The RSPB has previous in this. When the fire was finally put out, and the exhausted fire fighters could finally go home after days of sweltering toil, and the owners could at last start to view the appalling damage and count the cost, the RSPB made two statements.
The fire, they said, reflected the fact that grouse moors were drained wetland, and the fire was extinguished when it crossed on to their reserve at Crowden, where the sphagnum moss put it out. History does not record what the firefighters thought of this nonsense but if you care to go to the moor and want to find a drain, prepare to be disappointed, the owners have never drained it.
So someone has told the journalist a pack of lies.
But what is true is that it was an accident waiting to happen. But the cause of this situation, which repeats itself across the uplands, wherever RSPB, NT, and NE have been able to stop rotational heather burning, is people like Dr Pat and his friends in the "conservation" industry.
The grouse moor managers say that burning is an important tool in preventing wildfire and stopping one when it happens.
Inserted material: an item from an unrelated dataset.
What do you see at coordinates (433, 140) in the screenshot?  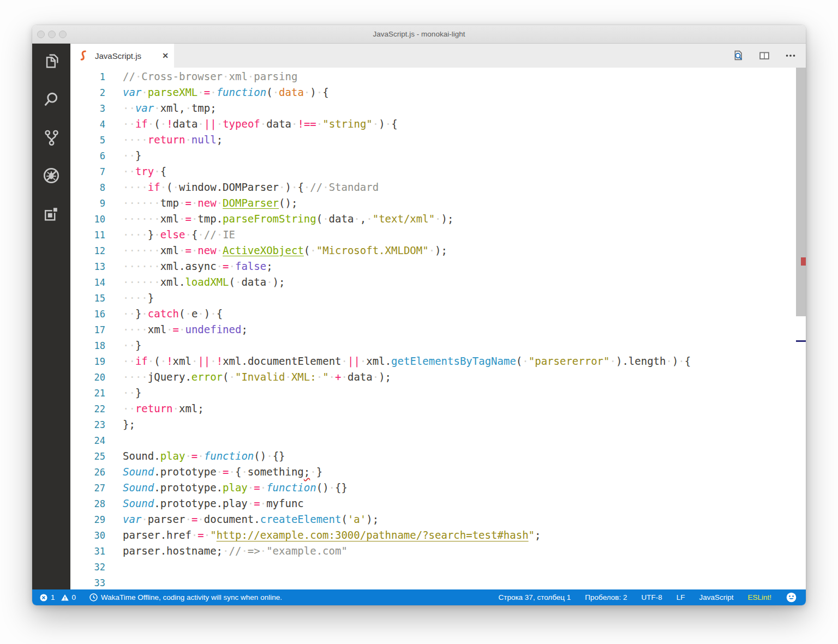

The RSPB says it makes no difference and re-wetted moorland will stop wildfires.
In the last three years there have been massive wildfires on moors where rotational burning has been stopped, at Stalybridge, Darwen, Marsden, Moray, Forsinard and Winterhill, and more. All on ground where controlled burning wasn't allowed.
Stalybridge will take 200 years to recover the lost peat.
Darwen had smallish wildfires almost annually, but before the massive wildfire last year, the owner had not been allowed to manage as he wished. Despite re-wetting the moor, it burnt to a crisp in the middle of the nesting season.
Marsden, where thanks to the NT policy no controlled burning is carried out, went up twice having stopped all rotational burning some time ago.
Moray and Forsinard, both run along RSPB no burn lines, between them released almost a million tonnes of CO2 equivalent into the atmosphere.
Winterhill, used by the Mayor of Manchester as an example of the iniquity of rotational burning, was in fact a wildfire on land where rotational burning had been stopped.
It burnt for a month and the Fire and Rescue Service identified the “unbroken and continuous arrangement of vegetation across the landscape”, as a primary reason why it happened and could not be brought under control.
That is just a snapshot of the mayhem.
[Mayhem caused by wildfire]
You can add the RSPB reserves at Dovestones and Crowden which burnt last year, apparently the sphagnum moss wasn't working that day. But that is just what has happened. Think of what is to come.
Dr Pat knows all this. He's not a idiot. Exactly how you should describe him however we will leave to our kind readers.
What do you call someone who ploughs on, using every trick in the book, to further a policy that they know has resulted in one environmental and wildlife catastrophe after another and released millions of tonnes of CO2 into the atmosphere, for no better reason than you don't like the people who have kept these wonderful places safe for generations and want to take control of the moors away from them.
Perhaps we should leave the last words to Prof Rob Marrs, an internationally respected authority on peatland conservation. He has never shot a grouse in his life and never will yet he is as independently minded as anyone you can find
He said, following the Stalybridge fire, “Leaving the land alone causes much more damage than controlled burning because there is more heather to burn so it gets hotter and spreads to the peat, which in turn spreads the fire” and (perhaps, mostly tellingly for Dr Pat), “It wasn't a matter of if, but when”.